To build a more equal global system, the UN General Assembly must first turn to remedying the UN’s own past human rights violations

To build a more equal global system, the UN General Assembly must first turn to remedying the UN’s own past human rights violations

As the United Nations (UN) General Assembly, the main deliberative and policy-making body of the UN, meets this month to address and debate the most pressing issues around the globe, it must finally ensure reparations to survivors of human rights violations in Haiti who continue to live without justice and restitution and for which the UN bears responsibility.

The overall theme for the meetings includes revitalizing the UN and respecting the rights of people. UN Secretary-General Guterres wants us to re-imagine the international system in the wake of COVID-19 and to address inequality by reforming global institutions like the UN to ensure power, wealth, and opportunity are shared more fairly. While these ambitions are commendable, the UN’s rhetoric does not line up with its (in)action. Among its other moral abdications, the UN has failed to take meaningful responsibility and offer restitution for human rights violations in Haiti, most notably with respect to a deadly epidemic that it caused and sexual exploitation and abuse (SEA) of vulnerable women and girls perpetrated by its peacekeeping troops. The UN’s calls for a fairer global system and respect for human rights cannot hold water when they are failing to deliver on accountability to populations it is meant to serve.

The many challenges facing Haiti in the fulfilment of its population’s human rights are rooted in the policies of, and engagement by, foreign states and non-state actors. Of major concern is that foreign actors often fail to take responsibility where they don’t deliver on their promises and where their work directly causes more suffering. 

For example, the UN’s fifteen-year long peacekeeping presence in Haiti that ended in 2019 resulted in several human rights violations. In October 2010, ten months after a catastrophic earthquake, UN peacekeepers introduced cholera to Haiti, which had not previously had the disease. The result was one of the largest and deadliest cholera outbreaks of the 21st century that caused at least 10,000 deaths and infected almost a million. Families were further ravaged by the financial burdens of seeking medical care and losing breadwinners. In what one senior UN human rights official has called “the single greatest example of hypocrisy in our 75-year history,” the UN failed to accept legal responsibility for the epidemic, resulting in a pitiful response that has provided no compensation to victims, in violation of their internationally recognized right to effective remedy

The UN’s failure to provide redress for cholera victims has meant that Haiti was still recovering from cholera when COVID-19 hit and when, on August 14 of this year, a 7.2 magnitude earthquake struck its southern peninsula. The continuing devastating impacts of the epidemic on thousands of Haitian families has contributed to the country’s extreme vulnerability to man-made and natural disasters

Moreover, during UN peacekeeping missions in Haiti, its personnel engaged in widespread SEA of women and children. Perpetrators generally returned without facing criminal charges or undertaking support obligations for any resulting children, leaving vulnerable Haitian women and girls to care for the children they fathered. Sadly, this represents a broader pattern at the UN: its internal oversight body’s latest evaluation of SEA by UN peacekeepers found that even as reported allegations of SEA rose by 247 percent across the UN system between 2017 and 2019, criminal accountability for UN personnel remained “largely unachieved.” In my experience as part of a team of human rights advocates and litigators who have pursued child support cases on behalf of victims of UN SEA in Haiti, the UN has also failed to provide victims with effective remedies or to otherwise adequately support their efforts to seek justice and child support. 

If the General Assembly is serious about meeting its objectives at this year’s session, it must prioritize ensuring effective remedies for victims of past UN violations. The UN should heed IJDH’s call at the Secretary-General Candidate Dialogue Informal Meeting of the General Assembly’s 75th session to prioritize combating SEA across the UN system, which Secretary-General Guterres pledged to do at the beginning of his tenure four years ago, and has yet to actualize. The UN must likewise uphold its obligations to facilitate paternity and child support claims and re-envision its response to cholera victims in Haiti by vindicating their right to effective remedy. Until the UN tackles its own glaring failures to remedy human rights violations for which it is responsible, its efforts to build a more equal system in the wake of the COVID-19 pandemic will ring hollow.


Your assignment —
In the copy, keep every record exact and leave out all images.

Entries from a visual dataset
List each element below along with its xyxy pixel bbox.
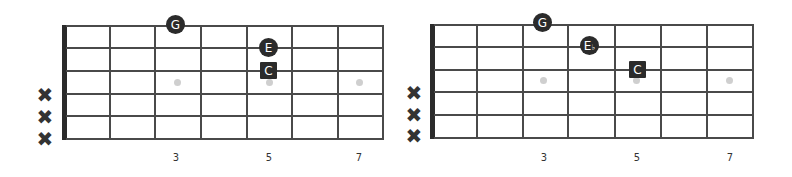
fret-number: 3 bbox=[166, 151, 186, 164]
fret-line bbox=[291, 25, 293, 140]
note-label: G bbox=[171, 18, 180, 32]
fretboard-diagram-right: ✖ ✖ ✖ G E♭ C 3 5 7 bbox=[396, 0, 792, 177]
fret-line bbox=[706, 24, 708, 139]
note-label: G bbox=[538, 16, 547, 30]
string-line bbox=[434, 114, 752, 116]
fret-inlay-dot bbox=[266, 79, 273, 86]
fret-line bbox=[522, 24, 524, 139]
note-label: E bbox=[265, 41, 273, 55]
fret-line bbox=[109, 25, 111, 140]
mute-x-icon: ✖ bbox=[36, 130, 54, 148]
note-marker-c-root: C bbox=[629, 61, 646, 78]
flat-icon: ♭ bbox=[591, 43, 595, 52]
fretboard-diagram-left: ✖ ✖ ✖ G E C 3 5 7 bbox=[0, 0, 396, 177]
string-line bbox=[434, 91, 752, 93]
nut bbox=[430, 24, 435, 139]
note-marker-g: G bbox=[533, 13, 552, 32]
fret-line bbox=[382, 25, 384, 140]
fret-inlay-dot bbox=[174, 79, 181, 86]
fret-number: 5 bbox=[259, 151, 279, 164]
note-marker-g: G bbox=[166, 15, 185, 34]
fret-number: 3 bbox=[534, 151, 554, 164]
fret-inlay-dot bbox=[633, 77, 640, 84]
string-line bbox=[434, 69, 752, 71]
note-label: E bbox=[584, 39, 592, 53]
note-marker-c-root: C bbox=[260, 62, 277, 79]
fret-line bbox=[567, 24, 569, 139]
fret-line bbox=[660, 24, 662, 139]
fret-inlay-dot bbox=[356, 79, 363, 86]
mute-x-icon: ✖ bbox=[405, 127, 423, 145]
fret-inlay-dot bbox=[726, 77, 733, 84]
fret-number: 5 bbox=[627, 151, 647, 164]
mute-x-icon: ✖ bbox=[36, 108, 54, 126]
note-marker-e-flat: E♭ bbox=[580, 36, 599, 55]
note-label: C bbox=[264, 64, 272, 78]
mute-x-icon: ✖ bbox=[405, 106, 423, 124]
fret-inlay-dot bbox=[540, 77, 547, 84]
nut bbox=[62, 25, 67, 140]
note-label: C bbox=[633, 63, 641, 77]
fret-line bbox=[476, 24, 478, 139]
fret-line bbox=[200, 25, 202, 140]
fret-number: 7 bbox=[720, 151, 740, 164]
fret-line bbox=[614, 24, 616, 139]
string-line bbox=[434, 24, 752, 26]
mute-x-icon: ✖ bbox=[36, 86, 54, 104]
note-marker-e: E bbox=[259, 38, 278, 57]
fret-line bbox=[154, 25, 156, 140]
mute-x-icon: ✖ bbox=[405, 84, 423, 102]
fret-number: 7 bbox=[349, 151, 369, 164]
fret-line bbox=[752, 24, 754, 139]
fretboard-grid bbox=[62, 25, 384, 141]
string-line bbox=[434, 137, 752, 139]
fret-line bbox=[337, 25, 339, 140]
fret-line bbox=[246, 25, 248, 140]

Expected answer —
List each element below along with its xyxy pixel bbox.
fret-number: 3 bbox=[166, 151, 186, 164]
fret-line bbox=[291, 25, 293, 140]
note-label: G bbox=[171, 18, 180, 32]
fretboard-diagram-right: ✖ ✖ ✖ G E♭ C 3 5 7 bbox=[396, 0, 792, 177]
fret-line bbox=[706, 24, 708, 139]
note-label: G bbox=[538, 16, 547, 30]
string-line bbox=[434, 114, 752, 116]
fret-inlay-dot bbox=[266, 79, 273, 86]
fret-line bbox=[522, 24, 524, 139]
note-label: E bbox=[265, 41, 273, 55]
fret-line bbox=[109, 25, 111, 140]
mute-x-icon: ✖ bbox=[36, 130, 54, 148]
note-marker-c-root: C bbox=[629, 61, 646, 78]
flat-icon: ♭ bbox=[591, 43, 595, 52]
fretboard-diagram-left: ✖ ✖ ✖ G E C 3 5 7 bbox=[0, 0, 396, 177]
string-line bbox=[434, 91, 752, 93]
nut bbox=[430, 24, 435, 139]
note-marker-g: G bbox=[533, 13, 552, 32]
fret-line bbox=[382, 25, 384, 140]
fret-inlay-dot bbox=[174, 79, 181, 86]
fret-number: 5 bbox=[259, 151, 279, 164]
note-marker-g: G bbox=[166, 15, 185, 34]
fret-number: 3 bbox=[534, 151, 554, 164]
fret-inlay-dot bbox=[633, 77, 640, 84]
string-line bbox=[434, 69, 752, 71]
note-label: E bbox=[584, 39, 592, 53]
note-marker-c-root: C bbox=[260, 62, 277, 79]
fret-line bbox=[567, 24, 569, 139]
fret-line bbox=[660, 24, 662, 139]
fret-inlay-dot bbox=[356, 79, 363, 86]
mute-x-icon: ✖ bbox=[405, 127, 423, 145]
fret-inlay-dot bbox=[726, 77, 733, 84]
fret-number: 5 bbox=[627, 151, 647, 164]
mute-x-icon: ✖ bbox=[36, 108, 54, 126]
note-marker-e-flat: E♭ bbox=[580, 36, 599, 55]
note-label: C bbox=[264, 64, 272, 78]
mute-x-icon: ✖ bbox=[405, 106, 423, 124]
fret-inlay-dot bbox=[540, 77, 547, 84]
nut bbox=[62, 25, 67, 140]
note-label: C bbox=[633, 63, 641, 77]
fret-line bbox=[476, 24, 478, 139]
fret-line bbox=[200, 25, 202, 140]
fret-number: 7 bbox=[720, 151, 740, 164]
fret-line bbox=[614, 24, 616, 139]
string-line bbox=[434, 24, 752, 26]
mute-x-icon: ✖ bbox=[36, 86, 54, 104]
note-marker-e: E bbox=[259, 38, 278, 57]
fret-line bbox=[154, 25, 156, 140]
mute-x-icon: ✖ bbox=[405, 84, 423, 102]
fret-number: 7 bbox=[349, 151, 369, 164]
fret-line bbox=[752, 24, 754, 139]
fretboard-grid bbox=[62, 25, 384, 141]
string-line bbox=[434, 137, 752, 139]
fret-line bbox=[337, 25, 339, 140]
fret-line bbox=[246, 25, 248, 140]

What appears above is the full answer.